September 14,2017

Wyden Statement at Finance Committee Hearing on Individual Tax Reform

As Prepared for Delivery

It’d be great if what I’m hearing about the goals for individual tax reform actually lined up with the details of the plans that are reportedly in the works, but that just isn’t the case. Not even close.

The president declared to the nation that his tax plan would not give any breaks to the wealthy. But the fact is, his one-page tax outline has a new, lunar crater sized loophole for the wealthy allowing them to abuse passthrough status. Passthrough status is supposed to be about helping small businesses, but the Trump plan turns it into a scheme for the wealthy to dodge paying their fair share. That’s on top of abolishing the estate tax, which only touches one out of every 500 wealthy estates today. It’s another outlandish giveaway to people at the top.

This morning the Finance Committee is going to spend a few hours spinning its wheels while the actual framework of the Republican tax plan is being written behind closed doors. That’s not to say the issues that’ll be discussed today are unimportant; nobody has invested more sweat equity in tax reform than I have.

But the proposal the committee ought to be evaluating this morning is coming together in secret, written by special interests and it’s skipping right past any serious debate or amendment in this room.

And in the meantime, if all you did was listen to the talking points, it’d be easy to think the Republican plan would put a big focus on the burden of complexity the tax code heaps onto so many middle-class families. But the actual architecture of the plan in the works doesn’t reduce complexity or focus on the middle class -- the Republican plan endows future generations of the mega-wealthy.

There is a blueprint for bipartisan, comprehensive tax reform that works. It’s Reagan-style tax reform, and it’s not what Republicans are working on today.

Reagan-style tax reform fights complexity by fighting unfairness. Thirty-one years ago, the reform bill President Reagan fought for and signed into law equalized the tax treatment of wages and wealth. That meant that the worker who punched a clock going in and out of every shift wasn’t getting a raw deal compared to the fatcats and trust fund babies.

Reagan-style tax reform is also about clearing out the deadwood -- the provisions that do a whole lot more to please special interests and lobbyists than they do to create jobs or help families climb the economic ladder.

Those are propositions that I believe ought to get a lot of bipartisan interest again in 2017. That’s because the tax code on the books today amounts to a tale of two systems. There’s a strict set of rules for the cop and the nurse who are married and raising kids. Their taxes come right out of their paychecks -- no special tax dodges or schemes for them to exploit. Then there’s another set of rules for the most fortunate. It says they can decide how much to pay and when to pay it.

That’s the brand of unfairness that Reagan-style reform would go after. Tax reform in 2017 should be an opportunity to put money back into those cops’ and nurses’ paychecks, and to help those families save for retirement, pay for college and afford housing.

But the basic proposition that Republicans have on offer goes after middle-class tax benefits like the state and local deduction and incentives for homeownership and retirement savings. And it gores the middle class to finance unprecedented tax handouts for the biggest corporations and the most fortunate.

When it comes to state and local, this is fake tax reform. And it’s not just a play at taking from blue states. There are middle class families across the country -- taxpayers in deep blue areas that went for Clinton and scarlet red areas that went for Trump -- that’ll be taxed twice on the same income if state and local deduction is eliminated. The dreaded double taxation -- if you’re opposed to it when it involves corporate income, you can’t line up behind a plan to double tax middle class families twice on their hard-earned pay.

When it comes to simplification, it’s easy to hold up a proposal to double the standard deduction as evidence that you want to make filing easier for a lot of people. But in the recent past I’ve called for tripling the standard deduction. So the Republican plan for the standard deduction would be a whole lot less generous in that regard.

The basic framework of this plan looks like what you’d put together if you think there are a lot of five car garages that really need expanding on the middle class’ dime. And unfortunately, the administration and Republicans in Congress are committed to the partisan approach. Leader McConnell has said he wants another crack at reconciliation to jam this tax plan through the Senate, and he doesn’t want input from Democrats.

So this morning, the committee is going to hear a lot about the complexity of our tax code, the burden on families, and the need to spark economic growth. I am all ears when it comes to ideas centered on those issues -- built on giving everybody a chance to get ahead the way Reagan-style tax reform did. But the Republican plan I see coming together right now doubles down on the rotten unfairness in our tax code. And that would make it a failure for the middle-class and people working to get there.

During today’s hearing, I hope the committee is able to take a close look at the real causes of unfairness and complexity, and why going after middle-class tax breaks to fund a tax cut for the wealthy is the wrong approach to reform.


◆ **WHAT IS REQUIRED**: Would you print every entry below exactly as written, omitting the images?

◆ **AVAILABLE DATA**:
^^^^^^^^^^^^^^^^

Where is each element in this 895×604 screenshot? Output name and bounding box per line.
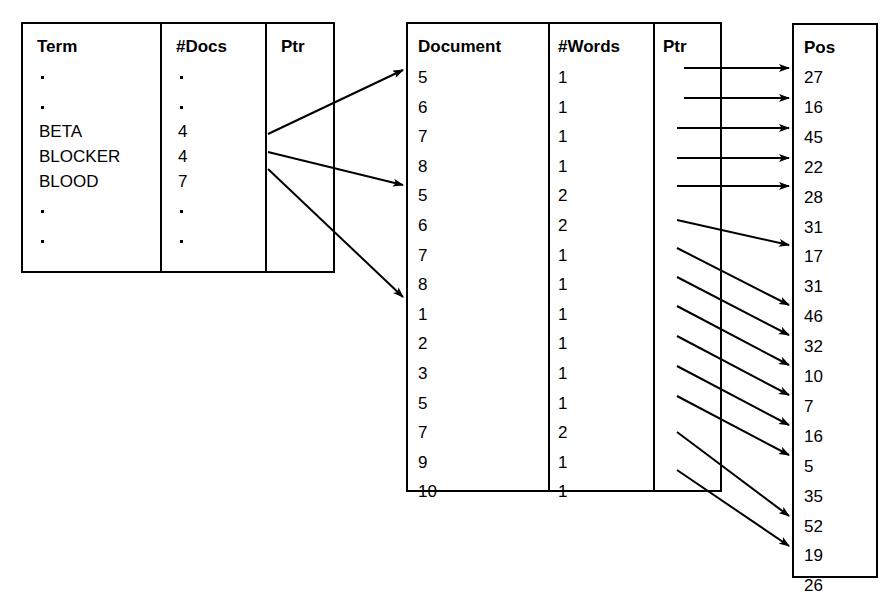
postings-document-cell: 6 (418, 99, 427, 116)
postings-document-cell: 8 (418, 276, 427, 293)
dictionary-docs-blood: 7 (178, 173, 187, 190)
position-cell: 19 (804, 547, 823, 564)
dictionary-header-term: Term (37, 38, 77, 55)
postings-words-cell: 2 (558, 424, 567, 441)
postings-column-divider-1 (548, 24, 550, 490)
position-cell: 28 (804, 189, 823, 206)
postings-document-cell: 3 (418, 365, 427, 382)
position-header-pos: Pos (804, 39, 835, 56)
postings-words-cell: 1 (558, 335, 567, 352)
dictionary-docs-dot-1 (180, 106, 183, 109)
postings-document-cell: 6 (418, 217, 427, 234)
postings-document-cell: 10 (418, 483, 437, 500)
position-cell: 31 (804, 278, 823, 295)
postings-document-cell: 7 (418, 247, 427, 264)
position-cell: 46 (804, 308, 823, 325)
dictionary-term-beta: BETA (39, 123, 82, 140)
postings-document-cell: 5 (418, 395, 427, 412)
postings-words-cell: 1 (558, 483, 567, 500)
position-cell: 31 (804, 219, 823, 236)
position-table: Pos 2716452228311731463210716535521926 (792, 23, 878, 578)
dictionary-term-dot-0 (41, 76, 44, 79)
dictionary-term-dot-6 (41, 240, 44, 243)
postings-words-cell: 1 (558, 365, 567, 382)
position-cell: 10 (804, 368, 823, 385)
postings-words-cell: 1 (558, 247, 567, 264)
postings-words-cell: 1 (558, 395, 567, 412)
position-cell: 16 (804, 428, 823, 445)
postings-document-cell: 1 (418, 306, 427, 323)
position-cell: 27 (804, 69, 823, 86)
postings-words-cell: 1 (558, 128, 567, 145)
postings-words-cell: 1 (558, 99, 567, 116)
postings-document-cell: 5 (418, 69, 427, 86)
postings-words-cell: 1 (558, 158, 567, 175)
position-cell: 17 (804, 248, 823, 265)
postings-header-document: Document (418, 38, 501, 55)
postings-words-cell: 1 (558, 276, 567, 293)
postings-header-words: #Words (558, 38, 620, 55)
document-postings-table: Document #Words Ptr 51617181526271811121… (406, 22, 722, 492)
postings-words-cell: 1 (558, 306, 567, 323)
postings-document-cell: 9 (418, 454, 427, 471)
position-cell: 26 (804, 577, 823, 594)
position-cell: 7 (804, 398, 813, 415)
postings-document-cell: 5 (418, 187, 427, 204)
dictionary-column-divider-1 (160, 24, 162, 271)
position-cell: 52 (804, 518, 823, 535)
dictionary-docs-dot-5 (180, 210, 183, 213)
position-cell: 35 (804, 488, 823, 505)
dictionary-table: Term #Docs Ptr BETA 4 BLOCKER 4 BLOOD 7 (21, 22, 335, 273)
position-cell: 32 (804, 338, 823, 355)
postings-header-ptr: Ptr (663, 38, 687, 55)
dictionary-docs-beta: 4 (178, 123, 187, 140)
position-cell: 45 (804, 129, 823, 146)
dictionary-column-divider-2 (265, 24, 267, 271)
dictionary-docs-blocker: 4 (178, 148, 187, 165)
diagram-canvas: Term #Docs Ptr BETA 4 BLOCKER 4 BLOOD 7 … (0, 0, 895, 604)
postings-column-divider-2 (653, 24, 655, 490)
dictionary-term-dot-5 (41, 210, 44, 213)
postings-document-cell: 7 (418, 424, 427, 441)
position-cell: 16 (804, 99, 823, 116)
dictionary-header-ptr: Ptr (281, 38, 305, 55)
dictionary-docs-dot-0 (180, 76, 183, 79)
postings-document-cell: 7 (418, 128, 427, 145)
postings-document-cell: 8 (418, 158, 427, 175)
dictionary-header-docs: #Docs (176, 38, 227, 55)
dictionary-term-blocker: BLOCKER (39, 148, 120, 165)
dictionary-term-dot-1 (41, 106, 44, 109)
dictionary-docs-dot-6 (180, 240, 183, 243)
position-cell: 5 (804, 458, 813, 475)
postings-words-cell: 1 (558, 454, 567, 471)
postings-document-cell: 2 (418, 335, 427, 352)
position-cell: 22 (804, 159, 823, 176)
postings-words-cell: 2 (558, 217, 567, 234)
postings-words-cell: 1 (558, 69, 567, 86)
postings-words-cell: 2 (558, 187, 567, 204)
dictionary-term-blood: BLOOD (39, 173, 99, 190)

^^^^^^^^^^^^^^^^

◆ **RESPONSE BOX**:
Where is each element in this 895×604 screenshot? Output name and bounding box per line.
postings-document-cell: 6 (418, 99, 427, 116)
postings-document-cell: 8 (418, 276, 427, 293)
dictionary-docs-blood: 7 (178, 173, 187, 190)
position-cell: 19 (804, 547, 823, 564)
dictionary-header-term: Term (37, 38, 77, 55)
postings-words-cell: 2 (558, 424, 567, 441)
postings-column-divider-1 (548, 24, 550, 490)
position-cell: 28 (804, 189, 823, 206)
postings-document-cell: 3 (418, 365, 427, 382)
position-header-pos: Pos (804, 39, 835, 56)
postings-words-cell: 1 (558, 335, 567, 352)
dictionary-docs-dot-1 (180, 106, 183, 109)
postings-document-cell: 6 (418, 217, 427, 234)
postings-document-cell: 10 (418, 483, 437, 500)
position-cell: 31 (804, 278, 823, 295)
postings-document-cell: 7 (418, 247, 427, 264)
position-cell: 46 (804, 308, 823, 325)
dictionary-term-beta: BETA (39, 123, 82, 140)
postings-document-cell: 5 (418, 395, 427, 412)
postings-words-cell: 1 (558, 483, 567, 500)
position-cell: 31 (804, 219, 823, 236)
position-table: Pos 2716452228311731463210716535521926 (792, 23, 878, 578)
dictionary-term-dot-0 (41, 76, 44, 79)
dictionary-term-dot-6 (41, 240, 44, 243)
postings-words-cell: 1 (558, 365, 567, 382)
position-cell: 10 (804, 368, 823, 385)
postings-words-cell: 1 (558, 247, 567, 264)
postings-words-cell: 1 (558, 395, 567, 412)
position-cell: 16 (804, 428, 823, 445)
postings-document-cell: 1 (418, 306, 427, 323)
position-cell: 27 (804, 69, 823, 86)
postings-words-cell: 1 (558, 128, 567, 145)
postings-words-cell: 1 (558, 99, 567, 116)
postings-document-cell: 5 (418, 69, 427, 86)
postings-words-cell: 1 (558, 158, 567, 175)
position-cell: 17 (804, 248, 823, 265)
postings-header-document: Document (418, 38, 501, 55)
postings-words-cell: 1 (558, 276, 567, 293)
postings-header-words: #Words (558, 38, 620, 55)
document-postings-table: Document #Words Ptr 51617181526271811121… (406, 22, 722, 492)
postings-words-cell: 1 (558, 306, 567, 323)
postings-document-cell: 9 (418, 454, 427, 471)
position-cell: 26 (804, 577, 823, 594)
position-cell: 7 (804, 398, 813, 415)
postings-document-cell: 5 (418, 187, 427, 204)
dictionary-column-divider-1 (160, 24, 162, 271)
position-cell: 52 (804, 518, 823, 535)
dictionary-docs-dot-5 (180, 210, 183, 213)
position-cell: 35 (804, 488, 823, 505)
dictionary-table: Term #Docs Ptr BETA 4 BLOCKER 4 BLOOD 7 (21, 22, 335, 273)
position-cell: 32 (804, 338, 823, 355)
postings-header-ptr: Ptr (663, 38, 687, 55)
dictionary-docs-beta: 4 (178, 123, 187, 140)
position-cell: 45 (804, 129, 823, 146)
dictionary-column-divider-2 (265, 24, 267, 271)
dictionary-docs-blocker: 4 (178, 148, 187, 165)
diagram-canvas: Term #Docs Ptr BETA 4 BLOCKER 4 BLOOD 7 … (0, 0, 895, 604)
postings-column-divider-2 (653, 24, 655, 490)
dictionary-term-dot-5 (41, 210, 44, 213)
postings-document-cell: 7 (418, 424, 427, 441)
position-cell: 16 (804, 99, 823, 116)
dictionary-header-ptr: Ptr (281, 38, 305, 55)
dictionary-docs-dot-0 (180, 76, 183, 79)
postings-document-cell: 7 (418, 128, 427, 145)
postings-document-cell: 8 (418, 158, 427, 175)
dictionary-header-docs: #Docs (176, 38, 227, 55)
dictionary-term-blocker: BLOCKER (39, 148, 120, 165)
dictionary-term-dot-1 (41, 106, 44, 109)
dictionary-docs-dot-6 (180, 240, 183, 243)
position-cell: 5 (804, 458, 813, 475)
postings-words-cell: 1 (558, 454, 567, 471)
postings-document-cell: 2 (418, 335, 427, 352)
position-cell: 22 (804, 159, 823, 176)
postings-words-cell: 2 (558, 217, 567, 234)
postings-words-cell: 1 (558, 69, 567, 86)
postings-words-cell: 2 (558, 187, 567, 204)
dictionary-term-blood: BLOOD (39, 173, 99, 190)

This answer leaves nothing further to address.